Birds chirping. The earthy smell of the forest. The gurgling of a mountain stream. There’s nothing like hiking, camping or just being in the Great Outdoors, unless, of course, you like to drink well. Then, unless you have a team of valets, you have two choices.
A.) Lugging a backbreaking amount of glass containers full of your favorite wines -- and lugging the somewhat-lighter-but-still-pretty-cumbersome containers out of the woods.
B.) Making your own wine on the trail.
While choice B may sound attractive to those rugged individualists out there, that’s not an option for most of us.
There is a middle ground, however, for tree-hugging wine lovers that lies somewhere between Mulberry Trail Wine and Château Pétrus.
Just about a decade ago, we began seeing the first wine-packaging innovations since the introduction of the cork 400 years ago. The advent of screwtop closures for wine bottles made going to the park or an outdoor concert a whole lot easier. While most people accept screwtop closures as a viable alternative to corks, it wasn’t always that way. I recall a well-known Atlanta restaurant that stopped selling its top-selling New Zealand sauvignon blanc when it became available only in a screwtop. That sounds a bit ridiculous now.
Around the same time we saw the first screwtop bottles, we also started seeing boxed wines with premium wines inside.

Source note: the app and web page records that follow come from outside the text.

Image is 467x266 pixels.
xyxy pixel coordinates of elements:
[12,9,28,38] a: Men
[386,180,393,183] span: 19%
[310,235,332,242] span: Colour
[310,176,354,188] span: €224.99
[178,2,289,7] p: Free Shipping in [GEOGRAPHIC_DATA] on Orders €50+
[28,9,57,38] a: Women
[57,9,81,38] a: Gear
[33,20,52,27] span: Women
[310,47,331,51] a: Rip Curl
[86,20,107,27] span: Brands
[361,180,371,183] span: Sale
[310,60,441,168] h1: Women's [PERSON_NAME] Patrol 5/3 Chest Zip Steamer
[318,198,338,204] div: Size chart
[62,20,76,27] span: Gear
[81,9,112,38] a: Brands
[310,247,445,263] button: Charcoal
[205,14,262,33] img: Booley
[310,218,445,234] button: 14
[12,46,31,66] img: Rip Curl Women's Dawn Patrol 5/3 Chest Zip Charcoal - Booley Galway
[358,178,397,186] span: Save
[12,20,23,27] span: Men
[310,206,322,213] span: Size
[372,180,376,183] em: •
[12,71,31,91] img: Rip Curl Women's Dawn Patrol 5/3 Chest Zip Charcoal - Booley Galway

These were received with the same amount of skepticism, confusion and mockery. To those in the know, boxed wines made a lot of sense. They were lighter and less expensive than bottled wines. They also provided fresh, non-vinegary wine for weeks after opening. Then as now, most people scorn the idea of a quality wine from a cardboard box.
But what is a boxed wine, anyway? It really is a bag of wine with a spigot crammed into a box. I’ve always wondered, do you really need the box and would that perhaps offer a different impression to non-believers?
Well, I wonder no more. Clif Family Winery has taken the bag out of the box with its Climber Pouch line of wines. They have put the equivalent of two 750 ml bottles of cabernet sauvignon or chardonnay in a durable bag. This makes it easy to throw into the cooler without taking up so much room or you can attach it to your backpack with a carabiner, as the bags have a durable grommet for that very purpose.
If you can believe that a container has no control over the quality of the wine inside it, then you can embrace this pouch wine for what it was meant for: a practical, light-weight transportation device for your wine. Oh sure, there are environmental benefits we could talk about, but I’d rather focus on the places you can go and the things you can do sans glass.
You’ve just hiked the 5 1/2-mile trail along Panther Creek in North Georgia. You place your pouch of chardonnay in the cooling water underneath the impressive waterfall at the end of the trail. You spread out your blanket in a shady spot and set out all your yummy comestibles. You grab your wine and pour generous amounts into plastic cups for you and a friend. To your surprise your wine is quite cool thanks to the relatively thin walls of the pouch. As you take a bite of your sandwich of soppressata salami and fontina cheese wedged into crusty Italian bread and take long drink from you cup, you realize you’ve found your new favorite al fresco dining spot.
Gil Kulers is a certified wine educator and a wine consultant for Tower Beer Wine Spirits. You can reach him at gil.kulers@winekulers.com.
Clif Family Winery, Climber Pouch, Chardonnay, California
$17/1.5 liters
Two Thumbs Up
Abundant aromas of pear, peach, orange and green apples with no apparent oakiness. It has flavors of lemon-lime, orange zest, a ton of grapefruit and pleasant clove-like spices.
Note: Wines are rated on a scale ranging up from Thumbs Down, One Thumb Mostly Up, One Thumb Up, Two Thumbs Up, Two Thumbs Way Up and Golden Thumb Award. Prices are suggested retail prices as provided by the winery, one of its agents, a local distributor or retailer.